Early May already, and weeks have elided into months since I returned from New Zealand. Neil is now home, and busy planting vegetables, and our Dubai life turned up on a 40ft container, disgorging countless boxes of books, crates of Lego and those odd boxes marked ‘miscellaneous’ which you know can lead only to a rummage through unsorted back-of-cupboard detritus that we didn’t quite get round to throwing away last year. There is also that ‘feels like Christmas’ moment when you unbox something and it resonates, like the huge cobalt blue pot which was home to salad seeds, amaranth and baby papayas for years, and which with its deep glaze would be too hot to touch by high summer; glassware, in many shapes and forms, from goblets to cake stands (not one, but three) - testifying to the joyful entertaining there, and of course the photos holding so many memories of high days and holidays with much-missed friends. Little time to dwell on the past though, as the house reverberated with contractors tasked with extracting us, decoratively speaking, from the 20th to the 21st century, providing the perfect excuse, if any were needed, to flee to the garden.



After a mild February, it has been cold here, and very wet, with late frosts last week. I am still digging up the victims of this winter’s brutality - hebes, sedums (hylotelephiums), erigeron, the wormwoods from the herb bed and my huge rosemary from the terrace, and tulips ravaged by virus - all undone by the winter week of -7 which came hard on the heels of heavy rain. There are no solutions: rain is badly needed, and we were overdue a properly cold spell, but coming after the extremes of last summer’s drought, these were testing times for plants.


We tend to focus on the borders at this time of year, eager to see colour returning to replace the browns and greys, beaming at primroses and bluebells and lady’s smock, but if you look up there is drama on high too, as the giants of the garden ponder their appearance. Our huge lime tree is only just in leaf, while the pair of walnuts are still spikily resistant. The whitebeam ghosts by the pond, the silvery grey leaves forming a perfect cone, each branch carrying its little candelabra flower.

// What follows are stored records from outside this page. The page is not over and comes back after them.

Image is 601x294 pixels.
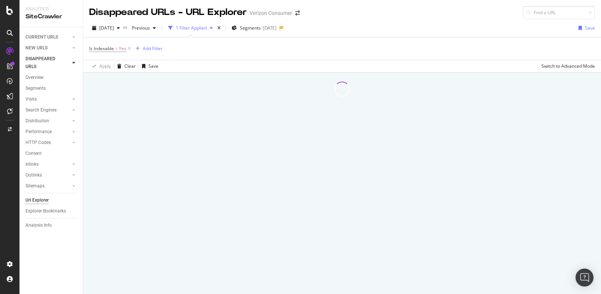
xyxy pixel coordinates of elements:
[25,44,70,52] a: NEW URLS
[585,25,595,31] div: Save
[114,60,136,72] button: Clear
[99,25,114,31] span: 2025 Oct. 8th
[25,182,45,190] div: Sitemaps
[25,128,70,136] a: Performance
[89,60,111,72] button: Apply
[523,6,595,19] input: Find a URL
[25,208,66,215] div: Explorer Bookmarks
[25,172,42,179] div: Outlinks
[25,55,63,71] div: DISAPPEARED URLS
[575,22,595,34] button: Save
[123,24,129,30] span: vs
[541,63,595,69] div: Switch to Advanced Mode
[25,44,48,52] div: NEW URLS
[25,139,51,147] div: HTTP Codes
[25,74,43,82] div: Overview
[176,25,207,31] div: 1 Filter Applied
[143,45,163,52] div: Add Filter
[25,12,77,21] div: SiteCrawler
[89,6,247,19] div: Disappeared URLs - URL Explorer
[119,43,126,54] span: Yes
[25,182,70,190] a: Sitemaps
[129,22,159,34] button: Previous
[165,22,216,34] button: 1 Filter Applied
[25,161,70,169] a: Inlinks
[115,45,118,52] span: =
[229,22,279,34] button: Segments[DATE]
[25,128,52,136] div: Performance
[25,172,70,179] a: Outlinks
[25,150,78,158] a: Content
[124,63,136,69] div: Clear
[25,96,70,103] a: Visits
[25,197,49,205] div: Url Explorer
[25,161,39,169] div: Inlinks
[25,139,70,147] a: HTTP Codes
[250,9,292,17] div: Verizon Consumer
[25,117,49,125] div: Distribution
[240,25,261,31] span: Segments
[25,197,78,205] a: Url Explorer
[129,25,150,31] span: Previous
[575,269,593,287] div: Open Intercom Messenger
[25,33,70,41] a: CURRENT URLS
[99,63,111,69] div: Apply
[25,222,78,230] a: Analysis Info
[25,85,46,93] div: Segments
[25,6,77,12] div: Analytics
[25,222,52,230] div: Analysis Info
[148,63,158,69] div: Save
[295,10,300,16] div: arrow-right-arrow-left
[25,85,78,93] a: Segments
[25,106,57,114] div: Search Engines
[25,96,37,103] div: Visits
[89,22,123,34] button: [DATE]
[25,106,70,114] a: Search Engines
[25,74,78,82] a: Overview
[263,25,276,31] div: [DATE]
[538,60,595,72] button: Switch to Advanced Mode
[133,44,163,53] button: Add Filter
[25,55,70,71] a: DISAPPEARED URLS
[216,24,222,32] div: times
[89,45,114,52] span: Is Indexable
[25,117,70,125] a: Distribution
[25,33,58,41] div: CURRENT URLS
[25,150,42,158] div: Content
[25,208,78,215] a: Explorer Bookmarks
[139,60,158,72] button: Save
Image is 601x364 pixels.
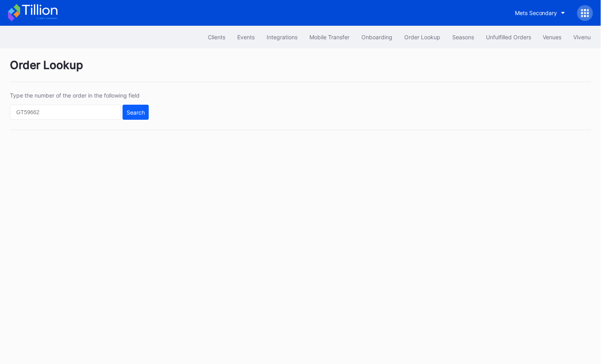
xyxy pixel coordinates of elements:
[260,30,303,44] button: Integrations
[10,92,149,99] div: Type the number of the order in the following field
[486,34,531,40] div: Unfulfilled Orders
[10,58,591,82] div: Order Lookup
[537,30,568,44] button: Venues
[509,6,571,20] button: Mets Secondary
[127,109,145,116] div: Search
[267,34,298,40] div: Integrations
[398,30,446,44] button: Order Lookup
[404,34,440,40] div: Order Lookup
[480,30,537,44] button: Unfulfilled Orders
[356,30,398,44] button: Onboarding
[208,34,225,40] div: Clients
[231,30,260,44] button: Events
[237,34,255,40] div: Events
[10,105,121,120] input: GT59662
[361,34,392,40] div: Onboarding
[543,34,562,40] div: Venues
[452,34,474,40] div: Seasons
[303,30,356,44] button: Mobile Transfer
[573,34,591,40] div: Vivenu
[515,10,557,16] div: Mets Secondary
[202,30,231,44] button: Clients
[568,30,597,44] button: Vivenu
[446,30,480,44] button: Seasons
[309,34,349,40] div: Mobile Transfer
[123,105,149,120] button: Search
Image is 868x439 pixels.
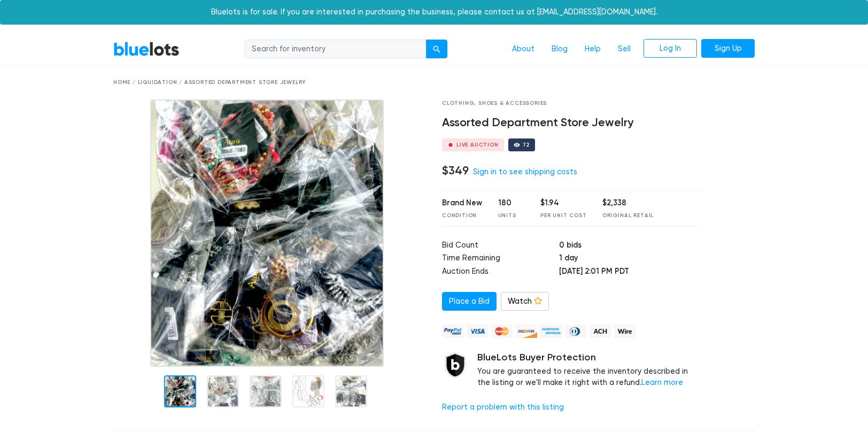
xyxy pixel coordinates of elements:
[442,99,700,107] div: Clothing, Shoes & Accessories
[442,266,559,279] td: Auction Ends
[442,325,464,338] img: paypal_credit-80455e56f6e1299e8d57f40c0dcee7b8cd4ae79b9eccbfc37e2480457ba36de9.png
[543,39,576,60] a: Blog
[603,212,654,220] div: Original Retail
[113,79,755,86] div: Home / Liquidation / Assorted Department Store Jewelry
[541,325,561,338] img: american_express-ae2a9f97a040b4b41f6397f7637041a5861d5f99d0716c09922aba4e24c8547d.png
[442,239,559,253] td: Bid Count
[576,39,610,60] a: Help
[516,325,537,338] img: discover-82be18ecfda2d062aad2762c1ca80e2d36a4073d45c9e0ffae68cd515fbd3d32.png
[442,252,559,266] td: Time Remaining
[541,212,586,220] div: Per Unit Cost
[491,325,513,338] img: mastercard-42073d1d8d11d6635de4c079ffdb20a4f30a903dc55d1612383a1b395dd17f39.png
[523,143,530,148] div: 72
[541,197,586,209] div: $1.94
[559,239,700,253] td: 0 bids
[466,325,488,338] img: visa-79caf175f036a155110d1892330093d4c38f53c55c9ec9e2c3a54a56571784bb.png
[610,39,639,60] a: Sell
[590,325,611,338] img: ach-b7992fed28a4f97f893c574229be66187b9afb3f1a8d16a4691d3d3140a8ab00.png
[501,292,549,311] a: Watch
[442,352,469,379] img: buyer_protection_shield-3b65640a83011c7d3ede35a8e5a80bfdfaa6a97447f0071c1475b91a4b0b3d01.png
[498,212,525,220] div: Units
[457,143,498,148] div: Live Auction
[643,39,697,58] a: Log In
[701,39,755,58] a: Sign Up
[642,379,683,387] a: Learn more
[442,116,700,130] h4: Assorted Department Store Jewelry
[478,352,700,364] h5: BlueLots Buyer Protection
[565,325,586,338] img: diners_club-c48f30131b33b1bb0e5d0e2dbd43a8bea4cb12cb2961413e2f4250e06c020426.png
[559,266,700,279] td: [DATE] 2:01 PM PDT
[442,292,497,311] a: Place a Bid
[442,403,564,412] a: Report a problem with this listing
[603,197,654,209] div: $2,338
[442,197,482,209] div: Brand New
[498,197,525,209] div: 180
[150,99,383,367] img: 8032d566-5a66-467f-85d6-6f251bf9dd4d-1747236206.jpg
[473,168,577,176] a: Sign in to see shipping costs
[442,163,469,177] h4: $349
[113,41,180,57] a: BlueLots
[614,325,636,338] img: wire-908396882fe19aaaffefbd8e17b12f2f29708bd78693273c0e28e3a24408487f.png
[559,252,700,266] td: 1 day
[244,40,427,59] input: Search for inventory
[478,352,700,389] div: You are guaranteed to receive the inventory described in the listing or we'll make it right with ...
[504,39,543,60] a: About
[442,212,482,220] div: Condition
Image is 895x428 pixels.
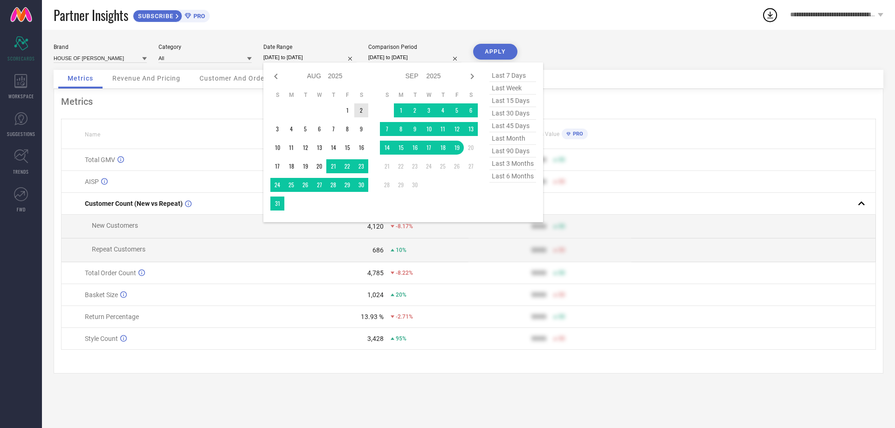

The oak has only just come into flower, with gleaming baby leaves slowly uncurling, bestowing a golden aura on the tree. Oaks are monoecious, meaning each tree carries separate male and female catkins and flowers, allowing reproduction (through acorns) to occur without need of another oak nearby.



Walking past a low hanging branch fluttering with the goldgreen filaments, there is something odd about this moment, the thought of an oak flowering. The moment of vulnerability, of exposure, in this enormous organism feels disconcerting somehow, as if 200 year old trees have no business with the frivolities of flowering. We grow up with references to the oak, beloved here as in many countries, and immortalised in history, religion and mythology as shelter to kings, guardians of biblical righteousness, stalwarts of Norse gods, heart of the British Navy, and now here are these tiny, delicate flowers upon which the tree’s future depends, looking as if they could be ripped apart by a gust of wind. From fragility to full armour - after anything from six to eighteen months depending on variety, acorns, like their parents, are stuffed full of tannic acid, and girded in their shells, ready for the world. And after contemplating the flowers, I find testimony to their success in the nearby border - a little colony of baby oaks.




Chilly days and colder nights have affected other garden inhabitants. I have seen bumble bee queens for the last few weeks, but not in the same numbers as last year. In the wood we watched a tawny mining bee rootling around in the bluebells, and I have been divebombed by a few bee flies while weeding. Best of all was seeing a handful of ashy mining bees investigating the paving slab gaps and south facing wall of the house with a view to setting up home - much as I love the big bumblers, it is these little panda faced silver and black bees which win my vote every time. Butterflies seem to only just be on the wing, with a few speckled woods, small blues and an occasional brimstone gracing us with that acid flash of yellow. Sometimes you have to look really closely though, as when I thought there was a speck of leaf debris in a tulip, then realised I was looking at the exceedingly elegant home of a tiny green orb spider.